The Widow's War has been on my reading list since a librarian recommended it to me last fall. Given the title, it shouldn't spoil the story to say the main character, Lyddie, is a widow, made that way by whaling. Knowing that, I expected something along the lines of Ahab's Wife or even Hetty Green. But while whaling is certainly central to the story, The Widow's War is more more focused on women's rights in Colonial America than on the principal way by which the male population of Cape Cod makes its living. In that sense, its heroine has much in common with those of They Fought Like Demons (real heroines) and One Thousand White Women (imagined), for Lyddie yearns only to know freedom in all of its forms.
Edward Berry was a whaler, his wife long accustomed to managing in his absence. It comes as a shock, then, that his will renders her a ward of her son-in-law. Edward's death sets the stage for Lyddie's war. It is a war that will pit her against family, friends, and church, for her desire to direct her own life is so counter to the times as to estrange her from everything and everyone she once held dear.
Sally Cabot Gunning has endowed Lyddie with an endearing, determined nature, couple with a stubborn streak a mile wide. I couldn't help but alternately cheer for Lyddie and be utterly exasperated by her choices. Like a real flesh and blood human, Lyddie is complex, equal parts sympathetic and obnoxious. This, too, rings true.
In the end, if I did not love The Widow's War, I liked it very much and have no qualms about recommending it to avid readers of historical fiction. Those with a penchant for colonial-era literature should particularly enjoy it.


* _Action item_
Check every line of the entries below for "unclassified", and copy the lines that have it.

* _Raw data_
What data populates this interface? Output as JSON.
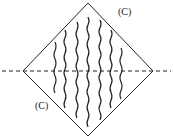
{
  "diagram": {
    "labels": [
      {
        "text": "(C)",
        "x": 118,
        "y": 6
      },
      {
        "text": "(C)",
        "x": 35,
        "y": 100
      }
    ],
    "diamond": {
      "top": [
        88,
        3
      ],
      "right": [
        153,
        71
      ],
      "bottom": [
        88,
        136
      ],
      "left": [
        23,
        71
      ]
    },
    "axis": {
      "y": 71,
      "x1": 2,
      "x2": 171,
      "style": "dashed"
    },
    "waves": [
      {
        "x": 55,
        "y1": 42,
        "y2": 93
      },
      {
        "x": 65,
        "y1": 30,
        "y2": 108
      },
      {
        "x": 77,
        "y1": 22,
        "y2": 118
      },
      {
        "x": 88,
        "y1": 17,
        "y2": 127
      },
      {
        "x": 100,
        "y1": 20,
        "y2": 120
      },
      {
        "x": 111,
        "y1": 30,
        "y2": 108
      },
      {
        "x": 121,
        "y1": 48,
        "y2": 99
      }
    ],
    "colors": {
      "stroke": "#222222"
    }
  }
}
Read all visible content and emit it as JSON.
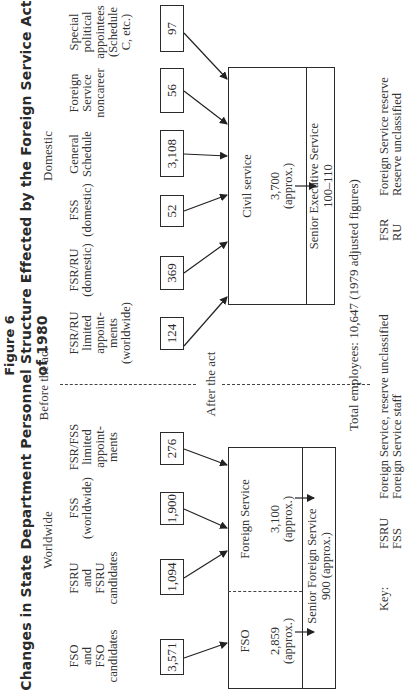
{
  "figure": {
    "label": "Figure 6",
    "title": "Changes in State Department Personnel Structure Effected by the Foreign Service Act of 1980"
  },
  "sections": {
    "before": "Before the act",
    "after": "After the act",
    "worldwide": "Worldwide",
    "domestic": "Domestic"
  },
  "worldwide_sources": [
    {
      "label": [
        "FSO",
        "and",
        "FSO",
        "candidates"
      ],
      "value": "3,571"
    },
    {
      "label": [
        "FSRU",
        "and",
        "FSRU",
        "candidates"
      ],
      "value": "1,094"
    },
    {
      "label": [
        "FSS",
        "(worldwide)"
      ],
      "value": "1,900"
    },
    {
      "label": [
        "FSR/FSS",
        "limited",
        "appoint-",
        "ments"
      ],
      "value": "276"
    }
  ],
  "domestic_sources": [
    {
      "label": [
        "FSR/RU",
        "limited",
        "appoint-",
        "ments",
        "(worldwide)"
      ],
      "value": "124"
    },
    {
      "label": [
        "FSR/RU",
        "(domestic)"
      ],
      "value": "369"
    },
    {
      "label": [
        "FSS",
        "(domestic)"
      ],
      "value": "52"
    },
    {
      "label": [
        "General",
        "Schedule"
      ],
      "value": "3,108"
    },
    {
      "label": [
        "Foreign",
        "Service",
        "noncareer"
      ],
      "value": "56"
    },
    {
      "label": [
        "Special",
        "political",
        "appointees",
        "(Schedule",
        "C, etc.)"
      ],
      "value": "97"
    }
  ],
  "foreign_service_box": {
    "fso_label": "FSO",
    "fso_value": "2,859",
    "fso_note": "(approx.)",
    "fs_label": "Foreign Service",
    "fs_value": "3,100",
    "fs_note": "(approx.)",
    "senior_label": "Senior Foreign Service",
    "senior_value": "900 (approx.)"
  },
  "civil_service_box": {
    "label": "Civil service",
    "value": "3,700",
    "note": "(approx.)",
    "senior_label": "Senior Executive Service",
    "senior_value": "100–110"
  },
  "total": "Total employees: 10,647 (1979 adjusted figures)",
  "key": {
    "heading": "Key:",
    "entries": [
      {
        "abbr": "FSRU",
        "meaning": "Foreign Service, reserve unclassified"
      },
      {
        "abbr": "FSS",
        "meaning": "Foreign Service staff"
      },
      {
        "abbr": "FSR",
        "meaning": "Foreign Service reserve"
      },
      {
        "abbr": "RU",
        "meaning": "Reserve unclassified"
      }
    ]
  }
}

* _Output of the task_
        "meaning": "Foreign Service, reserve unclassified"
        "meaning": "Reserve unclassified"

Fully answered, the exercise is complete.